##### Given data #####

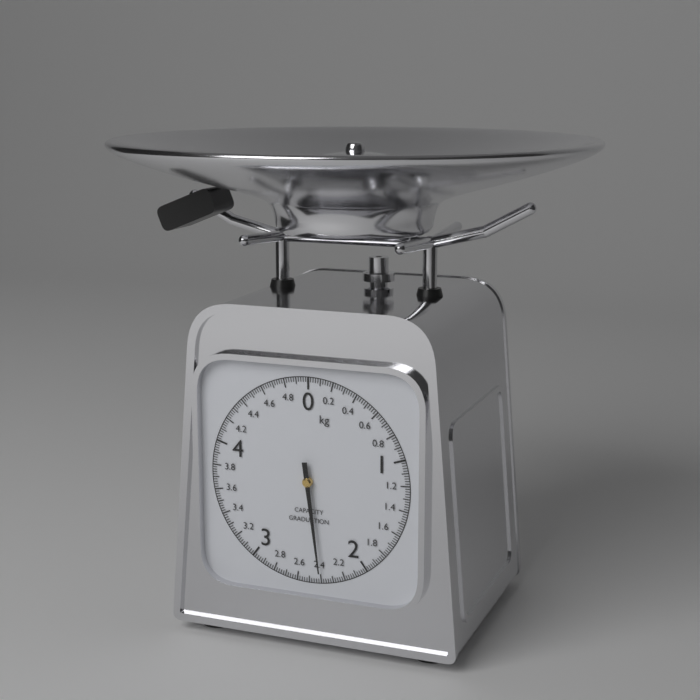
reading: 2.40 kg
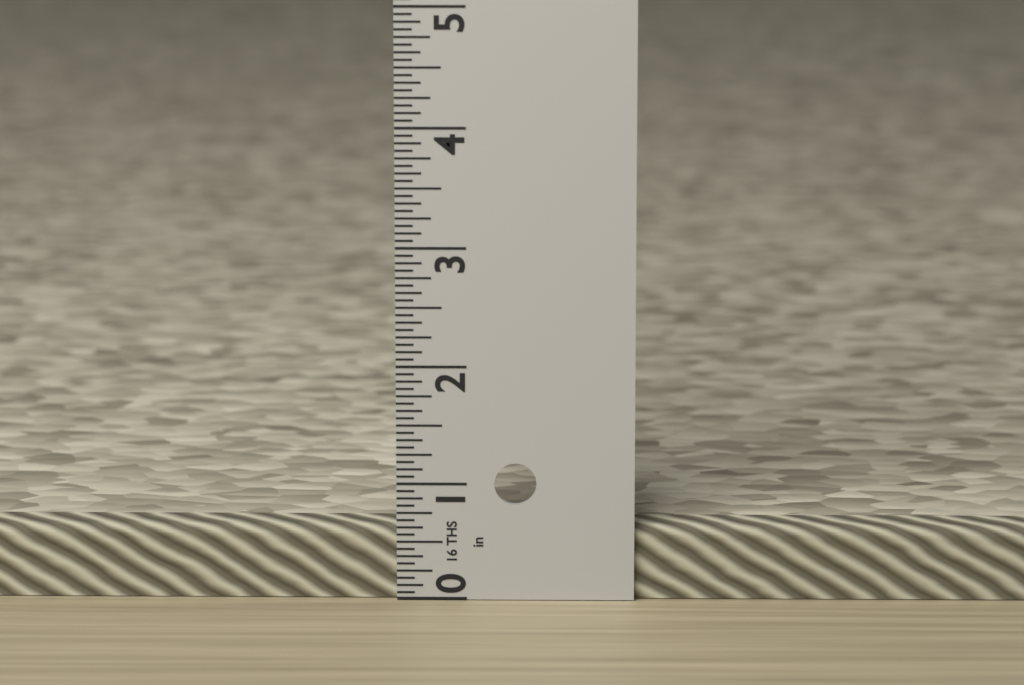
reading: 0.6250 in
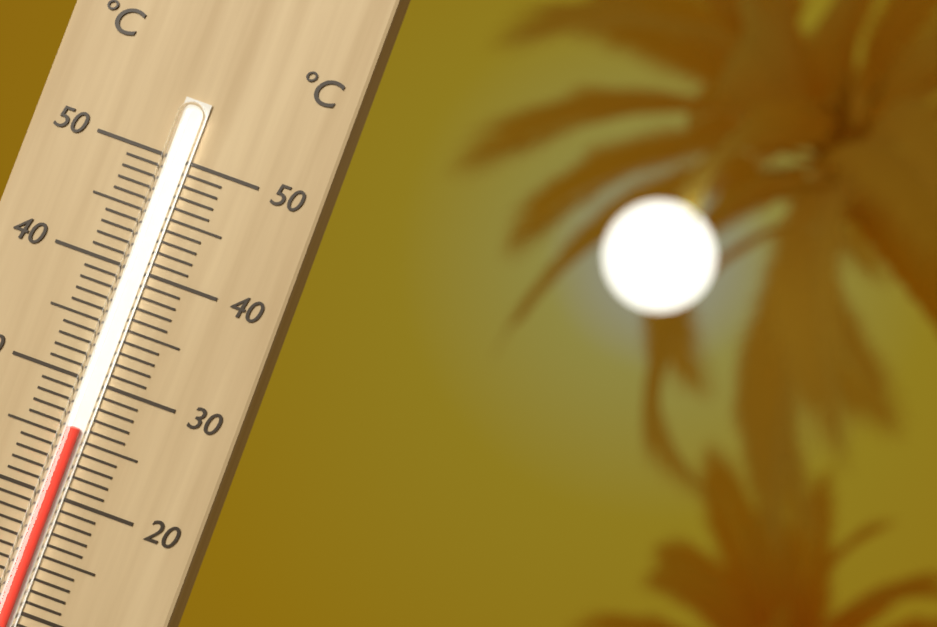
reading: 26 °C
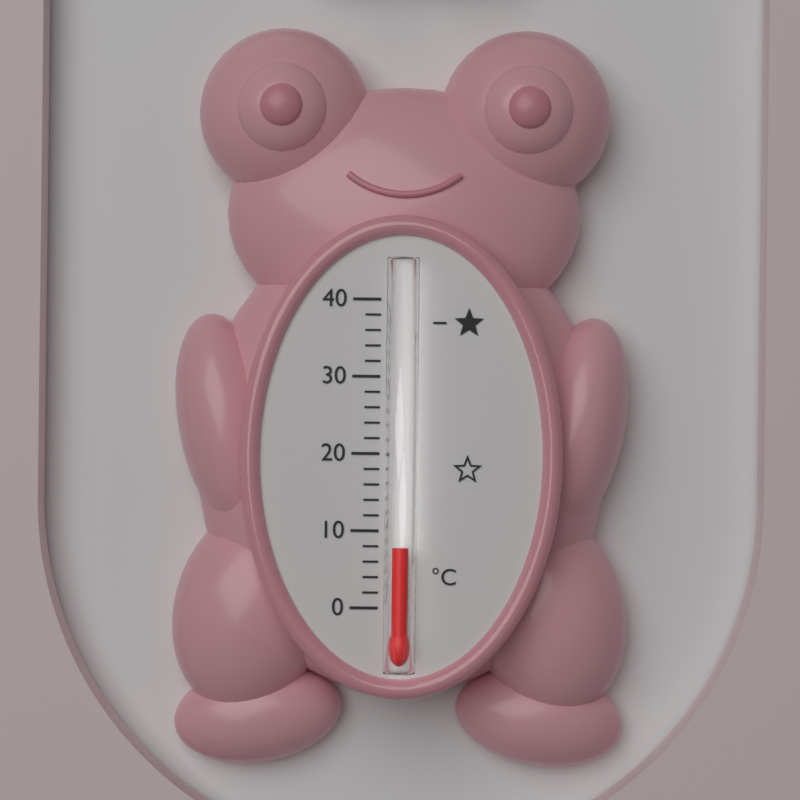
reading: 8 °C
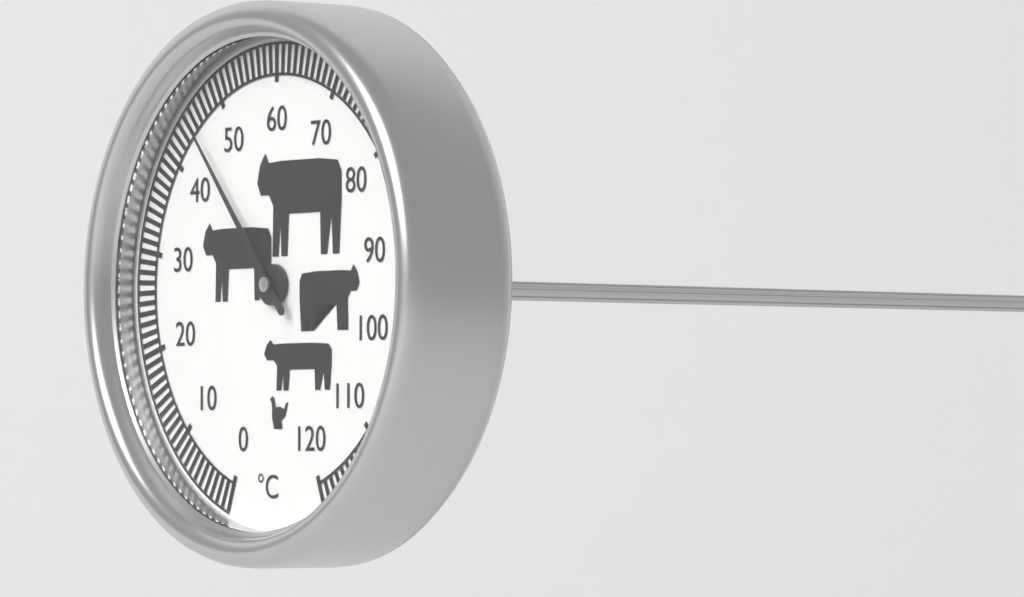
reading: 45 °C
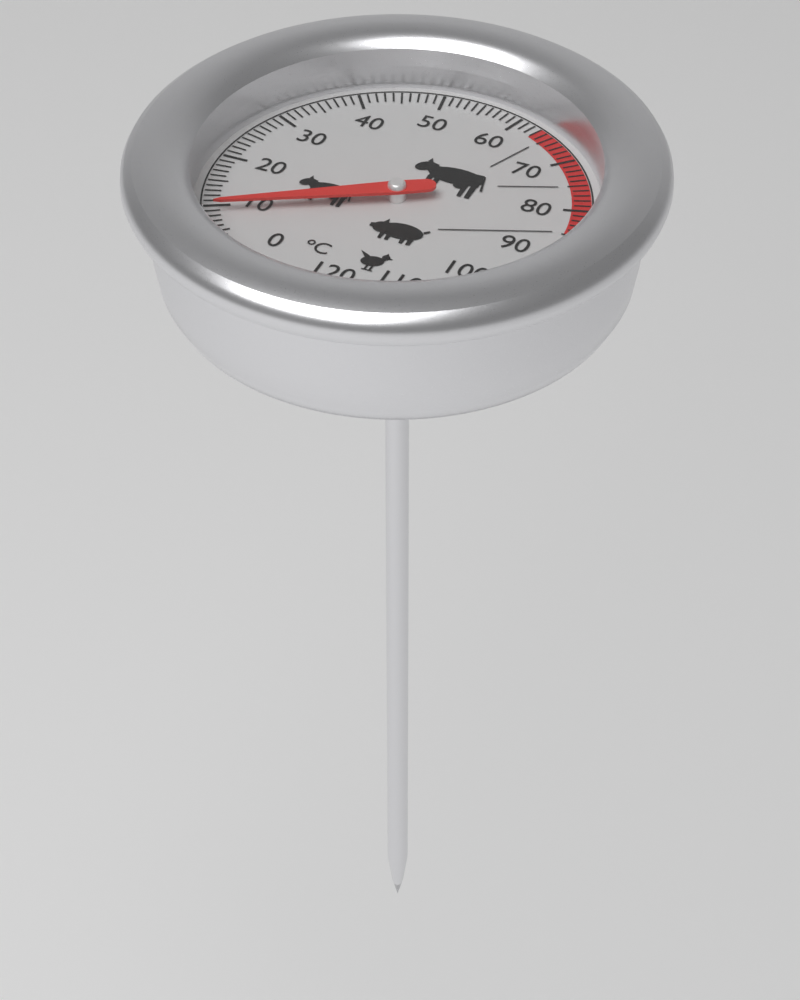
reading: 9 °C
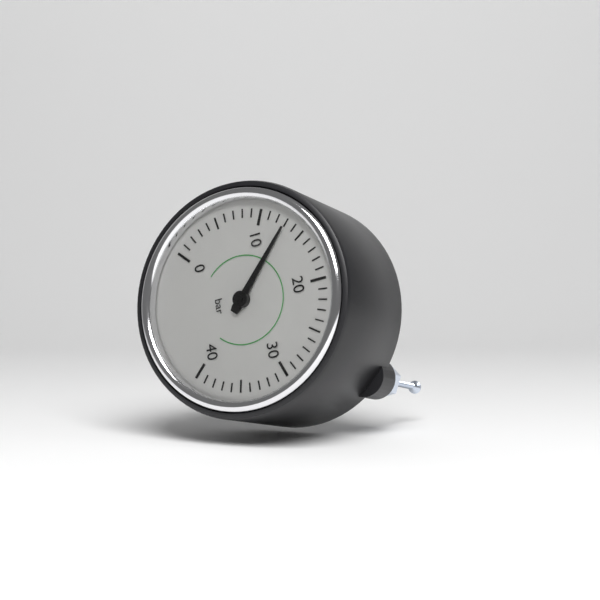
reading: 13 bar
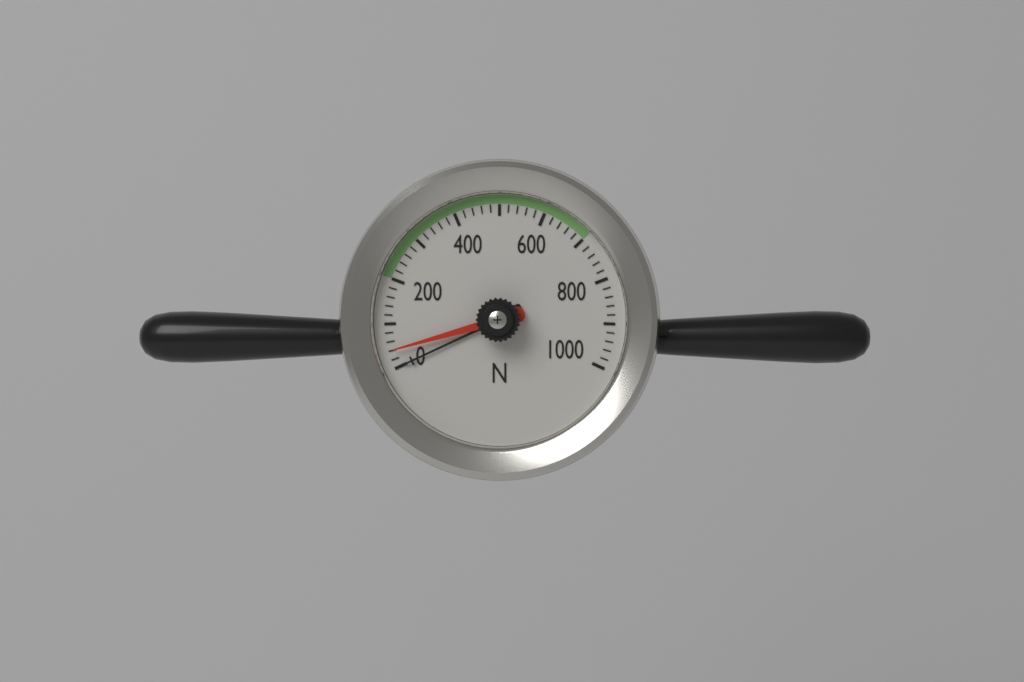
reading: 40 N
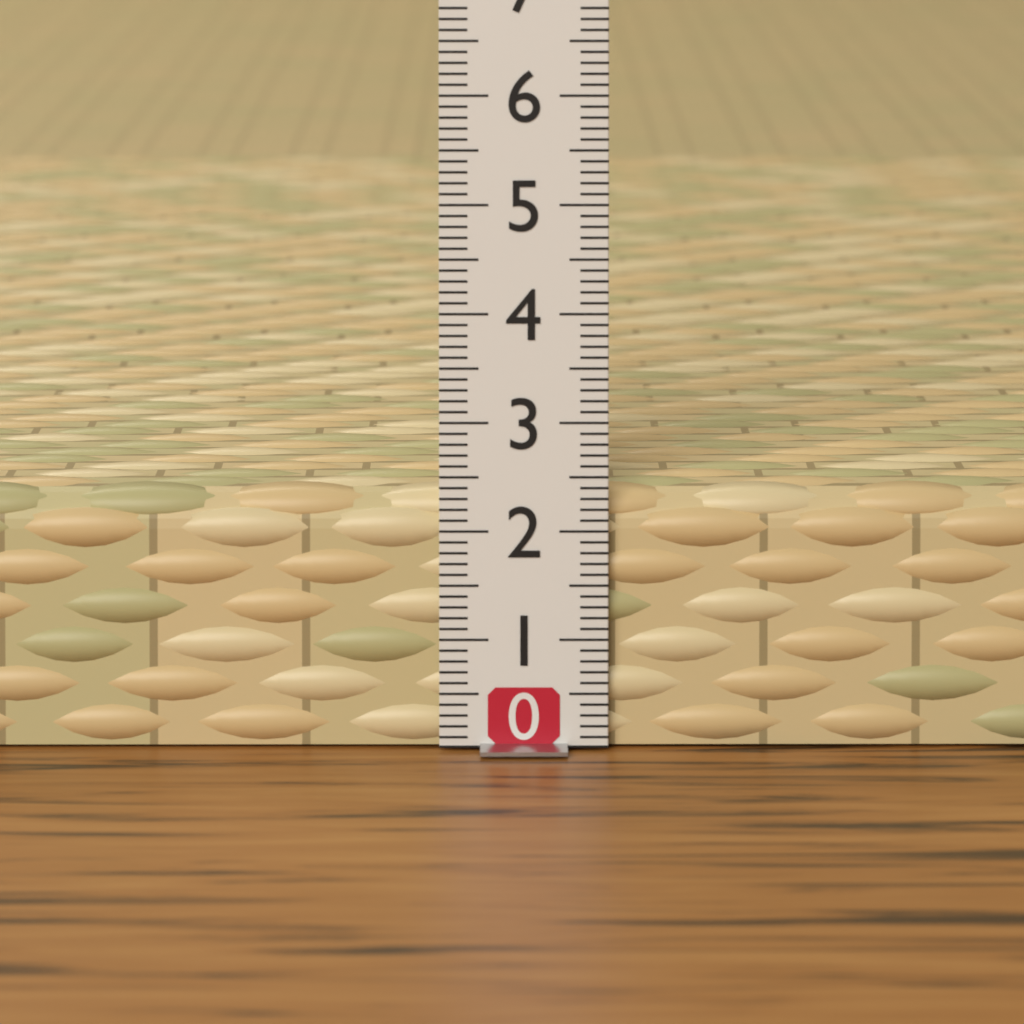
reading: 2.4 (no unit)
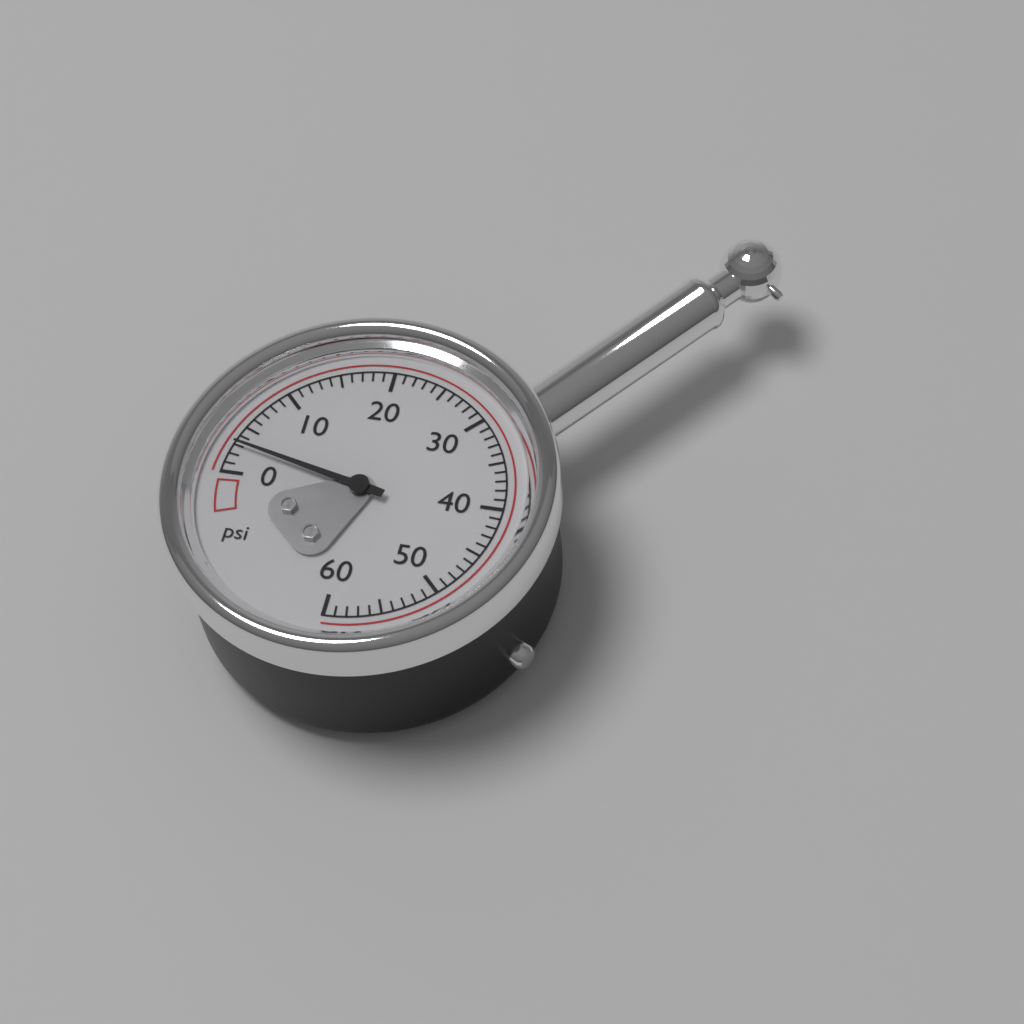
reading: 3 psi
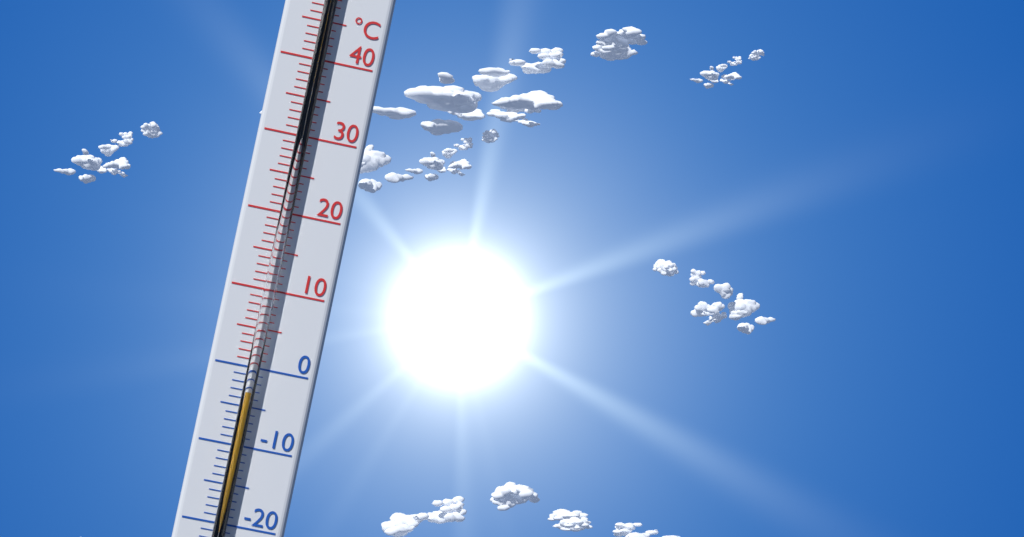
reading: -3 °C
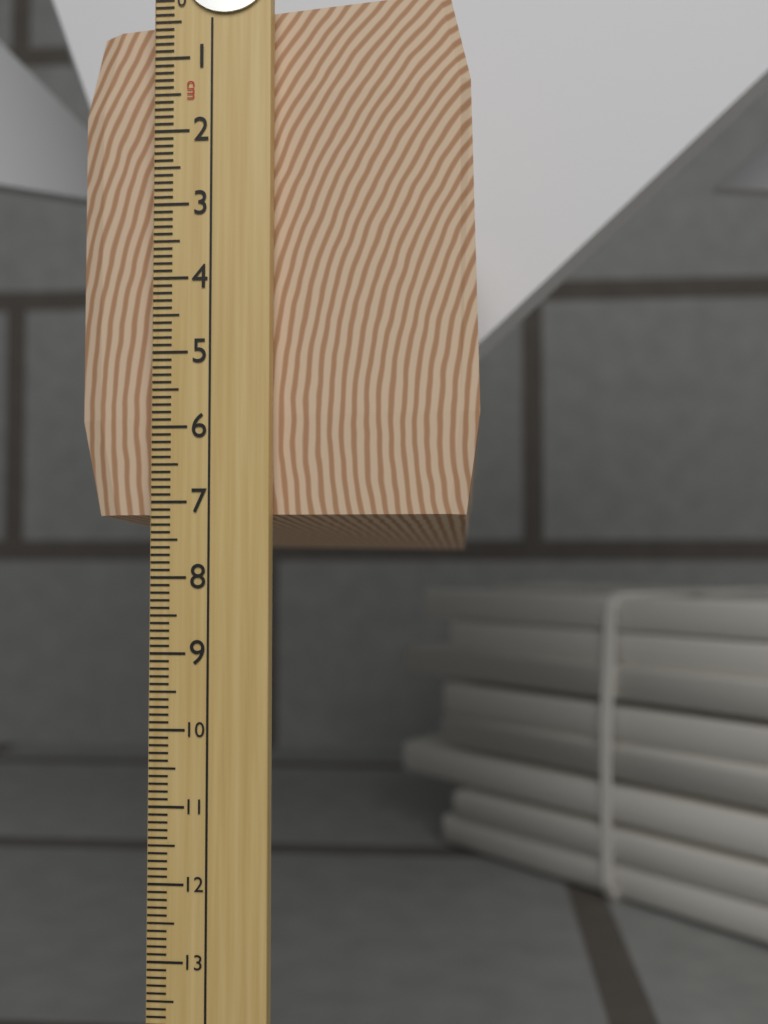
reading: 7.6 cm
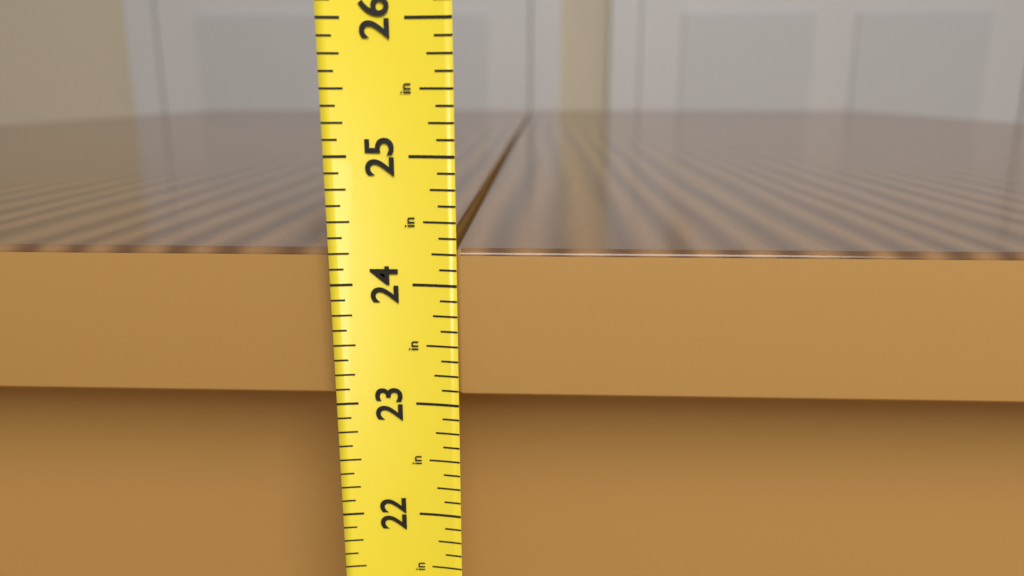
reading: 24.250 in
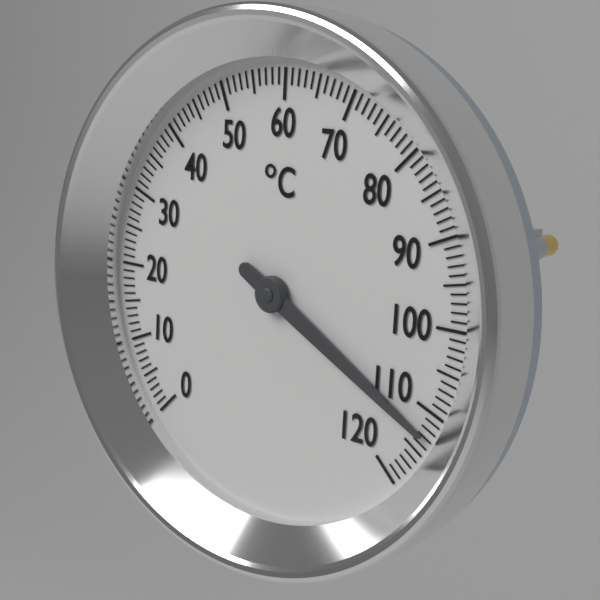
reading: 113 °C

#####

§ Try it: Retype the entries word for word. Omit any images.

§ Exercise result:
reading: 2.40 kg
reading: 0.6250 in
reading: 26 °C
reading: 8 °C
reading: 45 °C
reading: 9 °C
reading: 13 bar
reading: 40 N
reading: 2.4 (no unit)
reading: 3 psi
reading: -3 °C
reading: 7.6 cm
reading: 24.250 in
reading: 113 °C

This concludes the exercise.